Australia shares end at over one-week low, Treasury Wine slides; New Zealand up

A pedestrian is reflected in a window where an investor sits looking at a board displaying stock prices at the Australian Securities Exchange (ASX) in Sydney, Australia February 9, 2018. REUTERS/David Gray

(Reuters) - Australian shares ended lower on Thursday as the country's second largest bank by market cap went ex-dividend, and Treasury Wine Estates tumbled, though gains in materials and energy sectors helped limit the overall losses.

The S&P/ASX 200 index <.AXJO> closed 12.7 points, or 0.2 percent lower at 6,094.30 - the weakest level in over a week.

Westpac Banking Corp <WBC.AX> fell to its lowest close in nearly two weeks, declining 3.7 percent as it traded ex-dividend. The other three of the "Big Four" banks ended higher between 0.3 percent and 0.8 percent.

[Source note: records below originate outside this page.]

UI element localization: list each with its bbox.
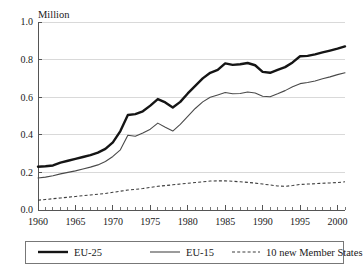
legend-label-eu-15: EU-15 <box>186 247 214 258</box>
x-tick-label: 1995 <box>290 216 310 227</box>
y-tick-label: 0.2 <box>21 167 34 178</box>
chart-legend: EU-25EU-1510 new Member States <box>25 241 363 263</box>
x-tick-label: 1980 <box>178 216 198 227</box>
x-tick-label: 1960 <box>28 216 48 227</box>
x-tick-label: 1990 <box>253 216 273 227</box>
x-tick-label: 1965 <box>65 216 85 227</box>
x-tick-label: 1985 <box>215 216 235 227</box>
legend-label-eu-25: EU-25 <box>74 247 102 258</box>
chart-container: 0.00.20.40.60.81.0 196019651970197519801… <box>0 0 363 269</box>
x-tick-label: 1975 <box>140 216 160 227</box>
y-tick-label: 0.0 <box>21 204 34 215</box>
x-tick-label: 1970 <box>103 216 123 227</box>
x-tick-label: 2000 <box>328 216 348 227</box>
y-axis-label: Million <box>38 9 70 20</box>
y-tick-label: 0.8 <box>21 54 34 65</box>
x-tick-labels: 196019651970197519801985199019952000 <box>28 216 348 227</box>
y-tick-label: 0.6 <box>21 92 34 103</box>
y-tick-label: 1.0 <box>21 16 34 27</box>
legend-label-10-new-member-states: 10 new Member States <box>266 247 363 258</box>
line-chart: 0.00.20.40.60.81.0 196019651970197519801… <box>0 0 363 269</box>
y-tick-label: 0.4 <box>21 129 34 140</box>
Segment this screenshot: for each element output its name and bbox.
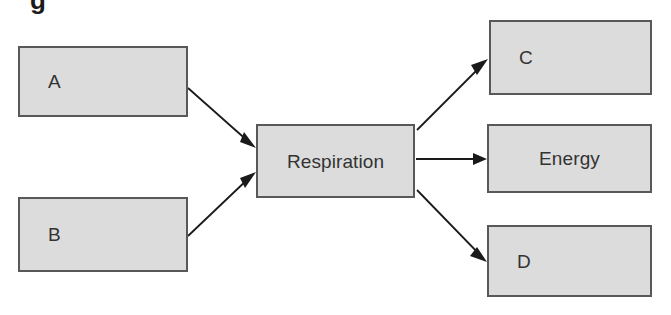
clipped-title-glyph: g [30,0,46,13]
node-energy-label: Energy [539,149,600,168]
node-a[interactable]: A [18,46,188,117]
arrow-respiration-to-c [417,59,488,130]
node-b[interactable]: B [18,197,188,272]
node-a-label: A [48,72,61,91]
node-respiration-label: Respiration [287,152,384,171]
node-energy[interactable]: Energy [487,124,652,193]
node-c-label: C [519,48,533,67]
node-d[interactable]: D [487,225,652,297]
arrow-respiration-to-energy [416,153,487,165]
node-d-label: D [517,252,531,271]
node-respiration[interactable]: Respiration [256,124,415,198]
node-b-label: B [48,225,61,244]
arrow-respiration-to-d [417,190,487,262]
arrow-a-to-respiration [188,88,256,148]
arrow-b-to-respiration [188,172,256,236]
node-c[interactable]: C [489,20,652,95]
diagram-canvas: g A B R [0,0,671,315]
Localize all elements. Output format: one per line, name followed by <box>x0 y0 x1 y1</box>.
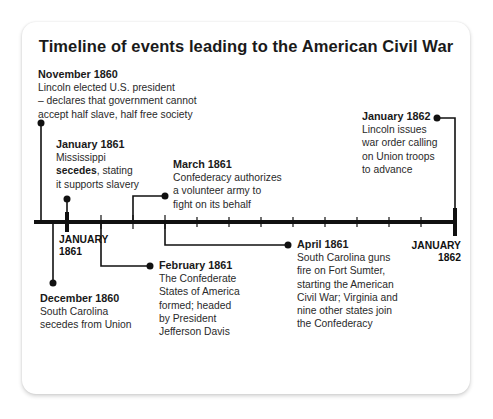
axis-end-label: JANUARY 1862 <box>407 240 461 264</box>
event-text: South Carolina guns <box>297 251 398 264</box>
marker-mar-1861 <box>162 193 169 200</box>
marker-apr-1861 <box>285 242 292 249</box>
marker-jan-1861 <box>64 196 71 203</box>
event-jan-1862: January 1862 Lincoln issues war order ca… <box>362 110 438 176</box>
event-text: by President <box>159 312 240 325</box>
event-date: April 1861 <box>297 238 398 251</box>
event-mar-1861: March 1861 Confederacy authorizes a volu… <box>173 158 282 211</box>
event-text: Lincoln elected U.S. president <box>38 81 197 94</box>
event-text: accept half slave, half free society <box>38 108 197 121</box>
event-nov-1860: November 1860 Lincoln elected U.S. presi… <box>38 68 197 121</box>
event-text: a volunteer army to <box>173 184 282 197</box>
axis-start-year: 1861 <box>59 246 108 258</box>
event-feb-1861: February 1861 The Confederate States of … <box>159 259 240 338</box>
event-text: fire on Fort Sumter, <box>297 264 398 277</box>
event-text: formed; headed <box>159 299 240 312</box>
event-text: on Union troops <box>362 150 438 163</box>
event-text: Jefferson Davis <box>159 325 240 338</box>
marker-feb-1861 <box>147 263 154 270</box>
event-date: December 1860 <box>40 292 132 305</box>
axis-end-year: 1862 <box>407 252 461 264</box>
event-date: January 1861 <box>56 138 139 151</box>
event-text: the Confederacy <box>297 317 398 330</box>
event-text: nine other states join <box>297 304 398 317</box>
event-text: secedes, stating <box>56 164 139 177</box>
event-text: South Carolina <box>40 305 132 318</box>
event-text: it supports slavery <box>56 178 139 191</box>
event-text-rest: , stating <box>97 165 133 176</box>
event-text: States of America <box>159 285 240 298</box>
axis-end-month: JANUARY <box>407 240 461 252</box>
event-text: war order calling <box>362 136 438 149</box>
event-text: Civil War; Virginia and <box>297 291 398 304</box>
event-date: November 1860 <box>38 68 197 81</box>
event-dec-1860: December 1860 South Carolina secedes fro… <box>40 292 132 332</box>
event-text: starting the American <box>297 278 398 291</box>
event-text: Lincoln issues <box>362 123 438 136</box>
event-text: Confederacy authorizes <box>173 171 282 184</box>
event-date: January 1862 <box>362 110 438 123</box>
event-jan-1861: January 1861 Mississippi secedes, statin… <box>56 138 139 191</box>
axis-start-month: JANUARY <box>59 234 108 246</box>
event-text: fight on its behalf <box>173 198 282 211</box>
event-text: Mississippi <box>56 151 139 164</box>
event-text: to advance <box>362 163 438 176</box>
event-text: The Confederate <box>159 272 240 285</box>
event-apr-1861: April 1861 South Carolina guns fire on F… <box>297 238 398 330</box>
event-date: February 1861 <box>159 259 240 272</box>
event-text: – declares that government cannot <box>38 94 197 107</box>
marker-dec-1860 <box>50 280 57 287</box>
event-text: secedes from Union <box>40 318 132 331</box>
event-emphasis: secedes <box>56 165 97 176</box>
axis-start-label: JANUARY 1861 <box>59 234 108 258</box>
event-date: March 1861 <box>173 158 282 171</box>
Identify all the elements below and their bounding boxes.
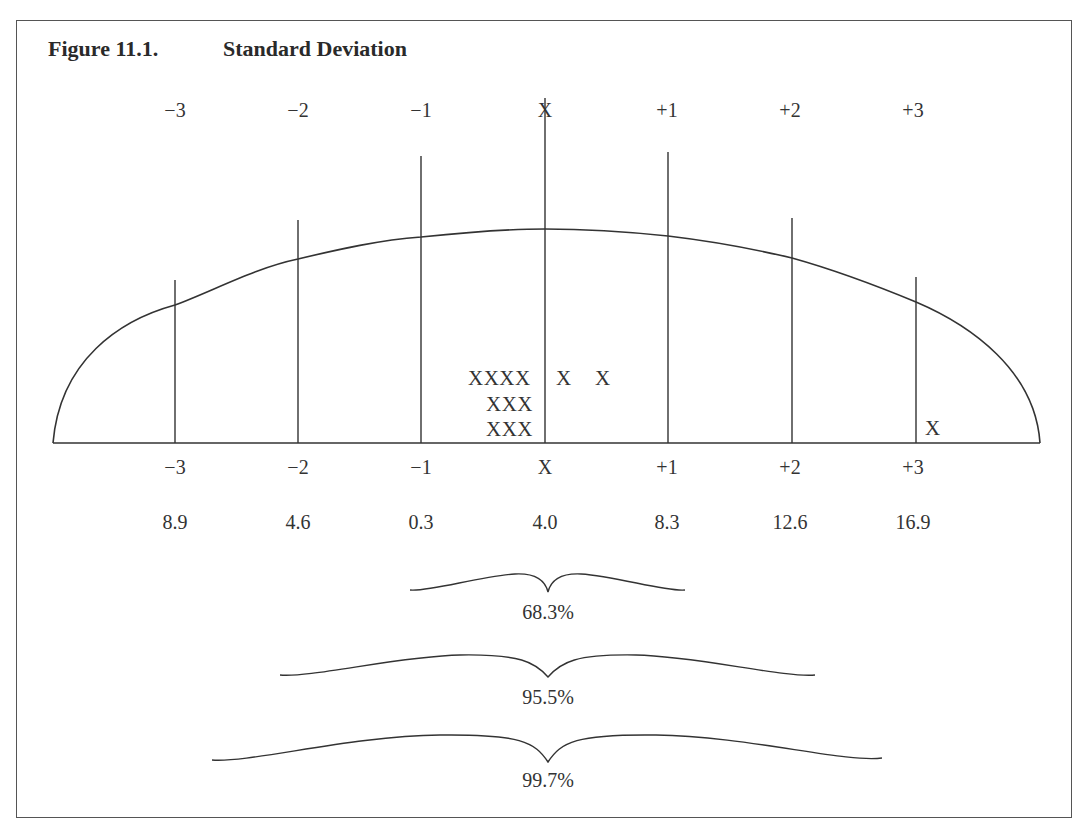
data-mark-row1-right-a: X xyxy=(556,366,572,391)
brace-95 xyxy=(280,655,815,677)
value-mean: 4.0 xyxy=(533,511,558,534)
percent-label-68: 68.3% xyxy=(522,601,574,624)
value-minus3: 8.9 xyxy=(163,511,188,534)
value-plus2: 12.6 xyxy=(773,511,808,534)
value-minus2: 4.6 xyxy=(286,511,311,534)
brace-68 xyxy=(410,574,685,592)
brace-99 xyxy=(212,735,882,762)
distribution-curve xyxy=(53,229,1040,443)
bottom-label-minus3: −3 xyxy=(164,456,185,479)
bottom-label-minus1: −1 xyxy=(410,456,431,479)
data-marks-row1-left: XXXX xyxy=(468,366,531,391)
data-mark-row1-right-b: X xyxy=(595,366,611,391)
value-plus1: 8.3 xyxy=(655,511,680,534)
data-mark-outlier: X xyxy=(925,416,941,441)
value-plus3: 16.9 xyxy=(896,511,931,534)
sd-lines xyxy=(175,98,916,443)
data-marks-row3: XXX xyxy=(486,417,533,442)
bottom-label-plus2: +2 xyxy=(779,456,800,479)
value-minus1: 0.3 xyxy=(409,511,434,534)
bottom-label-mean: X xyxy=(538,456,552,479)
bottom-label-minus2: −2 xyxy=(287,456,308,479)
bottom-label-plus1: +1 xyxy=(656,456,677,479)
percent-label-99: 99.7% xyxy=(522,769,574,792)
percent-label-95: 95.5% xyxy=(522,686,574,709)
data-marks-row2: XXX xyxy=(486,392,533,417)
bottom-label-plus3: +3 xyxy=(902,456,923,479)
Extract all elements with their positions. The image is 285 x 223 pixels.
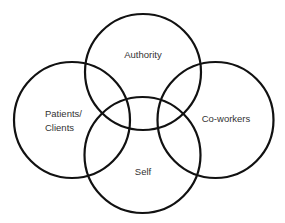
label-authority: Authority [124, 49, 162, 60]
label-patients-line2: Clients [45, 122, 74, 133]
circle-self [85, 97, 201, 213]
label-patients-line1: Patients/ [45, 108, 82, 119]
label-self: Self [135, 166, 152, 177]
label-co-workers: Co-workers [202, 113, 251, 124]
venn-diagram: Authority Patients/ Clients Co-workers S… [0, 0, 285, 223]
circle-patients-clients [14, 62, 130, 178]
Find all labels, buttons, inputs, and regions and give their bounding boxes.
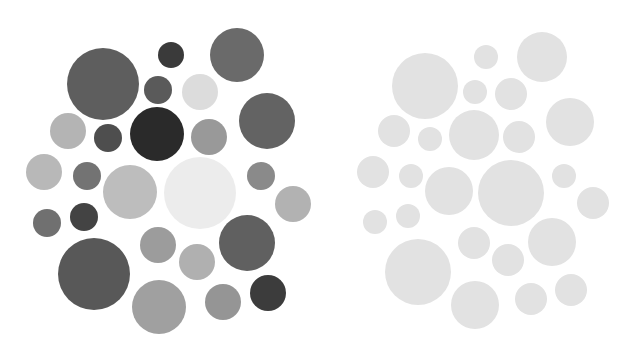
right-circle: [458, 227, 490, 259]
right-circle: [392, 53, 458, 119]
right-circle: [463, 80, 487, 104]
right-circle: [503, 121, 535, 153]
right-circle: [474, 45, 498, 69]
right-circle: [357, 156, 389, 188]
right-circle: [495, 78, 527, 110]
right-circle: [517, 32, 567, 82]
right-circle: [552, 164, 576, 188]
right-panel-light-circles: [0, 0, 638, 357]
right-circle: [396, 204, 420, 228]
right-circle: [528, 218, 576, 266]
right-circle: [418, 127, 442, 151]
right-circle: [449, 110, 499, 160]
right-circle: [451, 281, 499, 329]
right-circle: [546, 98, 594, 146]
right-circle: [378, 115, 410, 147]
right-circle: [577, 187, 609, 219]
right-circle: [363, 210, 387, 234]
right-circle: [425, 167, 473, 215]
right-circle: [555, 274, 587, 306]
right-circle: [399, 164, 423, 188]
right-circle: [492, 244, 524, 276]
right-circle: [385, 239, 451, 305]
right-circle: [515, 283, 547, 315]
right-circle: [478, 160, 544, 226]
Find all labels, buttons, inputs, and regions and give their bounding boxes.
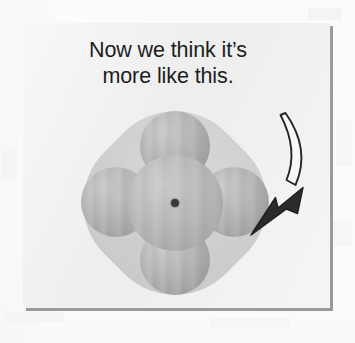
nucleus-dot [171, 199, 179, 207]
figure-caption: Now we think it’s more like this. [23, 37, 313, 89]
scan-artifact [336, 120, 352, 166]
curved-arrow [223, 101, 333, 246]
figure-panel: Now we think it’s more like this. [23, 23, 330, 308]
caption-line-2: more like this. [23, 63, 313, 89]
scan-artifact [2, 150, 16, 180]
caption-line-1: Now we think it’s [23, 37, 313, 63]
arrow-shaft [281, 113, 302, 185]
scan-artifact [308, 8, 342, 20]
scan-artifact [332, 220, 352, 246]
arrow-head [251, 188, 303, 236]
scan-artifact [4, 312, 64, 322]
scan-artifact [210, 318, 290, 327]
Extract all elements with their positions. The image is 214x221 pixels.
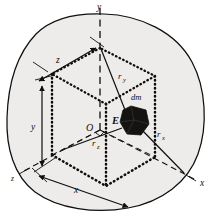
figure-container: y x z z y x O E dm r y r x r z	[0, 0, 214, 221]
radius-label-r-x-base: r	[157, 129, 161, 139]
axis-label-x: x	[199, 178, 205, 188]
dimension-label-y: y	[30, 122, 36, 132]
radius-label-r-x-subscript: x	[161, 134, 165, 141]
radius-label-r-z-subscript: z	[96, 143, 100, 150]
x-axis-end-tick	[186, 175, 196, 181]
dimension-label-x: x	[73, 185, 79, 195]
radius-label-r-z-base: r	[92, 138, 96, 148]
radius-label-r-y-base: r	[118, 71, 122, 81]
axis-label-z: z	[10, 174, 14, 183]
point-label-origin: O	[86, 122, 93, 133]
dimension-label-z: z	[55, 55, 60, 65]
point-label-E: E	[111, 115, 119, 126]
radius-label-r-y-subscript: y	[122, 76, 126, 83]
diagram-canvas: y x z z y x O E dm r y r x r z	[0, 0, 214, 221]
mass-element-label-dm: dm	[131, 92, 141, 102]
axis-label-y: y	[96, 2, 102, 12]
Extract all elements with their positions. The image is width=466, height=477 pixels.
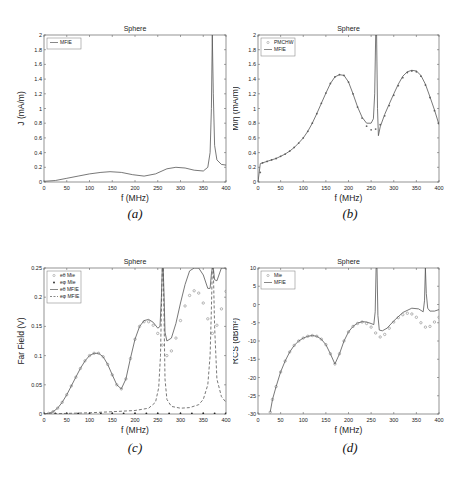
y-tick-label: 1.6 — [34, 61, 42, 67]
x-tick-label: 250 — [153, 417, 162, 423]
y-tick-label: 5 — [253, 283, 256, 289]
x-tick-label: 300 — [389, 185, 398, 191]
x-axis-label: f (MHz) — [335, 193, 363, 203]
legend-entry: MFIE — [274, 46, 287, 52]
y-tick-label: 10 — [250, 265, 256, 271]
x-tick-label: 50 — [64, 417, 70, 423]
caption-b: (b) — [330, 206, 370, 222]
legend-entry: eθ Mie — [60, 272, 75, 278]
legend-entry: PMCHW — [274, 39, 294, 45]
x-tick-label: 250 — [367, 185, 376, 191]
y-tick-label: 0.6 — [248, 135, 256, 141]
y-tick-label: 0.4 — [248, 150, 256, 156]
legend-entry: eφ MFIE — [60, 293, 80, 299]
x-tick-label: 100 — [85, 417, 94, 423]
y-tick-label: -10 — [248, 338, 256, 344]
x-tick-label: 400 — [434, 185, 443, 191]
y-tick-label: 0.05 — [31, 382, 42, 388]
series-line — [270, 268, 439, 412]
x-tick-label: 200 — [130, 185, 139, 191]
x-tick-label: 350 — [412, 185, 421, 191]
x-tick-label: 200 — [344, 417, 353, 423]
legend: MFIE — [47, 38, 81, 49]
legend-entry: eθ MFIE — [60, 286, 80, 292]
x-tick-label: 150 — [108, 185, 117, 191]
y-tick-label: 0 — [253, 302, 256, 308]
chart-title: Sphere — [337, 258, 360, 266]
x-axis-label: f (MHz) — [121, 425, 149, 435]
y-tick-label: 0.15 — [31, 323, 42, 329]
x-axis-label: f (MHz) — [121, 193, 149, 203]
plot-b: Sphere05010015020025030035040000.20.40.6… — [233, 0, 466, 240]
legend: PMCHWMFIE — [261, 38, 295, 56]
chart-title: Sphere — [337, 25, 360, 33]
x-tick-label: 50 — [278, 417, 284, 423]
legend: eθ Mieeφ Mieeθ MFIEeφ MFIE — [47, 271, 81, 303]
x-tick-label: 400 — [434, 417, 443, 423]
y-tick-label: 0.2 — [34, 294, 42, 300]
x-tick-label: 250 — [153, 185, 162, 191]
y-tick-label: 0.8 — [248, 120, 256, 126]
caption-d: (d) — [330, 440, 370, 456]
y-tick-label: -5 — [251, 320, 256, 326]
y-tick-label: 1 — [39, 106, 42, 112]
y-tick-label: 0 — [253, 179, 256, 185]
caption-a: (a) — [115, 206, 155, 222]
y-axis-label: J (mA/m) — [16, 91, 26, 126]
x-tick-label: 200 — [130, 417, 139, 423]
y-tick-label: -15 — [248, 356, 256, 362]
y-tick-label: 1.2 — [248, 91, 256, 97]
x-tick-label: 100 — [299, 417, 308, 423]
x-tick-label: 300 — [389, 417, 398, 423]
x-tick-label: 100 — [85, 185, 94, 191]
x-tick-label: 50 — [278, 185, 284, 191]
y-tick-label: -20 — [248, 375, 256, 381]
y-tick-label: 0 — [39, 411, 42, 417]
x-tick-label: 150 — [321, 185, 330, 191]
legend-entry: Mie — [274, 272, 282, 278]
y-tick-label: 0 — [39, 179, 42, 185]
y-tick-label: 1.8 — [34, 47, 42, 53]
x-tick-label: 350 — [199, 417, 208, 423]
series-line — [258, 35, 439, 182]
x-tick-label: 0 — [256, 185, 259, 191]
chart-title: Sphere — [124, 25, 147, 33]
y-tick-label: 0.1 — [34, 353, 42, 359]
y-tick-label: 1.8 — [248, 47, 256, 53]
x-tick-label: 0 — [256, 417, 259, 423]
y-axis-label: RCS (dBm²) — [233, 318, 240, 364]
y-tick-label: 1.2 — [34, 91, 42, 97]
x-tick-label: 150 — [108, 417, 117, 423]
y-tick-label: 0.6 — [34, 135, 42, 141]
x-tick-label: 400 — [221, 185, 230, 191]
x-tick-label: 350 — [199, 185, 208, 191]
x-tick-label: 250 — [367, 417, 376, 423]
x-tick-label: 350 — [412, 417, 421, 423]
y-tick-label: 1.4 — [34, 76, 42, 82]
legend-entry: MFIE — [60, 39, 73, 45]
y-tick-label: 0.25 — [31, 265, 42, 271]
y-tick-label: 0.2 — [34, 164, 42, 170]
plot-frame — [258, 268, 439, 414]
series-line — [44, 35, 226, 181]
x-axis-label: f (MHz) — [335, 425, 363, 435]
y-tick-label: 2 — [39, 32, 42, 38]
legend-entry: MFIE — [274, 279, 287, 285]
caption-c: (c) — [115, 440, 155, 456]
legend-entry: eφ Mie — [60, 279, 76, 285]
x-tick-label: 0 — [42, 185, 45, 191]
y-tick-label: 0.8 — [34, 120, 42, 126]
chart-title: Sphere — [124, 258, 147, 266]
y-tick-label: -25 — [248, 393, 256, 399]
plot-frame — [258, 35, 439, 182]
x-tick-label: 400 — [221, 417, 230, 423]
y-axis-label: M/η (mA/m) — [233, 86, 240, 131]
plot-a: Sphere05010015020025030035040000.20.40.6… — [0, 0, 233, 240]
x-tick-label: 50 — [64, 185, 70, 191]
y-tick-label: 1 — [253, 106, 256, 112]
y-tick-label: 2 — [253, 32, 256, 38]
y-tick-label: -30 — [248, 411, 256, 417]
x-tick-label: 100 — [299, 185, 308, 191]
x-tick-label: 0 — [42, 417, 45, 423]
y-tick-label: 0.2 — [248, 164, 256, 170]
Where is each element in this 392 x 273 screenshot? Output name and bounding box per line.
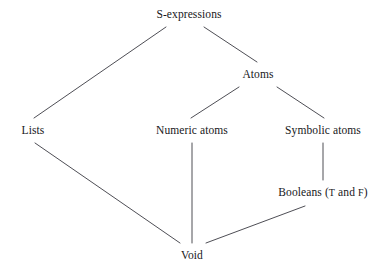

Shares of Treasury Wine Estates <TWE.AX> were the worst performer on the index, slumping 6.2 percent to their lowest close in over a month.

The wine maker said it is facing delays in getting clearance for some of its shipments to China, raising wider concerns about Australia-China trade relations.

Toll-road operator Transurban Group <TCL.AX> fell 1.7 percent after Australia's competition regulator raised concerns about the effects on inter-toll road competition from a proposed 51 percent stake purchase in WestConnex motorway.

Support for the market came from a rally for Australian miners which helped limit losses on the benchmark, with the mining index <.AXMM> closing at its highest in over six years.

BHP <BHP.AX> posted its highest close in over 3-1/2-years and Rio Tinto <RIO.AX> rose 2.4 percent to over a seven-year closing high. [MET/L]

New Zealand's benchmark S&P/NZX 50 index <.NZ50> ended 0.6 percent, or 47.87 points lower at 8,603.38.

The country's newly elected Labour party unveiled its first budget on Thursday with billions of dollars in additional funding for housing, health and education, while also pledging to reduce its debt burden as a proportion of Gross Domestic Product.

Consumer staples were the best performers on the benchmark with A2 Milk Company <ATM.NZ> recouping some of the previous day's losses to close 4.2 percent higher.